In the past twenty years or so, the Nordic countries (Denmark, Norway, Sweden, Finland, and Iceland) have seen a “renewal” in labour history. Thanks to exchanges outside the Nordic sphere and the “global turn” in labour history, new questions have been raised and topics addressed. Increased attention has been paid to the variations of labour and labour relations (including coerced labour), to working lives and the workplace, and to gender. The studies under review in this essay testify to the ongoing evolution of labour movement history in the Nordic countries in recent years.

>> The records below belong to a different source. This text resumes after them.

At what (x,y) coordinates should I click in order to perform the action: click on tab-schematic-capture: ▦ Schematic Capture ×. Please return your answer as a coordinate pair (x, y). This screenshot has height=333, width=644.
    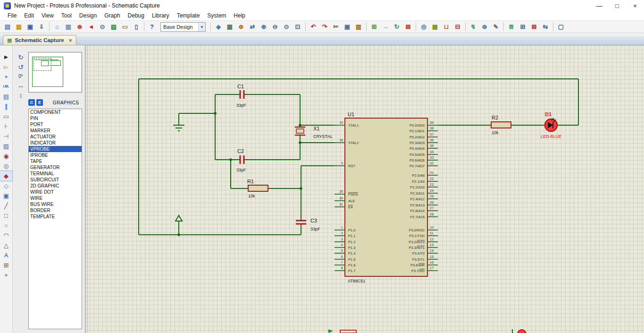
    Looking at the image, I should click on (40, 40).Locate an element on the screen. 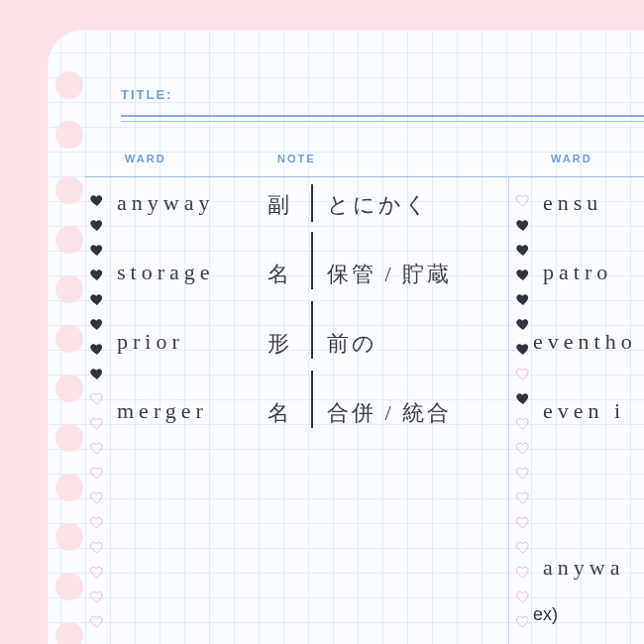 The image size is (644, 644). cell-pos: 形 is located at coordinates (279, 344).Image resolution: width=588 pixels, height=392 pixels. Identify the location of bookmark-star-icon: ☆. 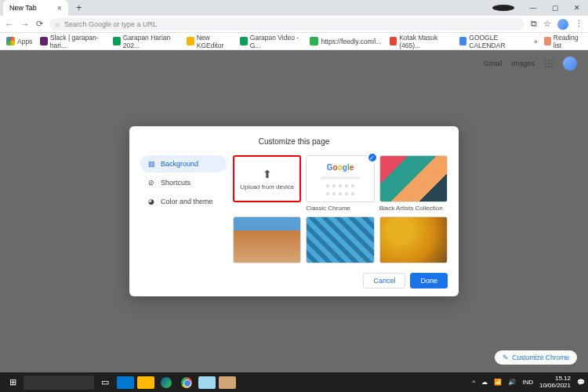
(547, 24).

This short article describes some of the archival materials held at Shulbrede Priory, located in West Sussex, England. This private home in Haslemere also serves as an archive containing materials related to the Ponsonby family and presents exciting research opportunities for historians of early twentieth-century Britain. The collection includes material related to the composer Hubert Parry and the diaries of Arthur and Dorothea Ponsonby. Additionally, it contains manuscript and photographic materials related to the Ponsonby's daughter, Elizabeth—particularly her involvement with the so-called Bright Young People of the 1920s and 1930s. As it remains a private home, this archive also compels us to think about the nature of family histories.

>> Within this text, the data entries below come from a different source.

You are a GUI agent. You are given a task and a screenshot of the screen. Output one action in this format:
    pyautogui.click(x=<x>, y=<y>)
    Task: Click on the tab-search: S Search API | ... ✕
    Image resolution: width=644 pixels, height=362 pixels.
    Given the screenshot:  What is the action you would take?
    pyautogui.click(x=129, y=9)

Chronic coin shortages plagued Ireland and Britain's American colonies throughout the seventeenth and eighteenth centuries. Despite complaints, every proposal to mint money in early modern Britain's overseas Atlantic empire failed, whether in Ireland, the Caribbean, or North America. This article explains why. Although the rulers in the court and Parliament were sometimes enthusiastic about colonial mints, the Officers of the Royal Mint exercised enduring influence and managed to obstruct each of these projects. The evolution of the Mint officers’ advice into a maxim of monetary uniformity allowed the doctrine of “one certain standard” to survive the ensuing decades of upheaval as it shed its visible politics. While their advice grew out of the particular politics of the early Restoration, it gained special power and durability when it took on the character of technocratic expertise. Still, an investigation of the same actors’ treatment of a parallel issue—the rates of the foreign coins that circulated in colonies—reveals that an authoritarian style had an enduring hold on imperial monetary policy. This article offers an explanation for the British Empire's peculiar monetary geography, and also demonstrates the way that seemingly apolitical technical knowledge can disguise a potent politics.
In his brief ministerial career, John Stuart, third Earl of Bute, undertook a project to remake how the king's ministers would perform. Eschewing the personal power accorded to ministers like William Pitt and the Duke of Newcastle under George II, Bute and the young King George III attempted to reform the cabinet into a place of debate, unity, and resolution where administration was shared by all ministers equally. In this they were following the moral and aesthetic sensibilities of the age into a new form of political arrangements, adapting the 1688 settlement into a structure capable of administering territorial empire so long as one did not look too closely at issues of sovereignty or representation. The seemingly small and inconsistently applied shift nonetheless had enormous consequences as it shaped the hemisphere-defining policies of Bute's ministry: the Treaty of Paris of 1763 and the Royal Proclamation of 1763 that followed close on its heels. While historical accounts of Britain's 1763–83 imperial crisis tend to focus on the revenue schemes of 1764–65 as the primary origin point for conflict, Bute's “cabinet revolution” played a larger role than has generally been acknowledged in setting the stage for grander visions of imperial power and the larger protests over that power.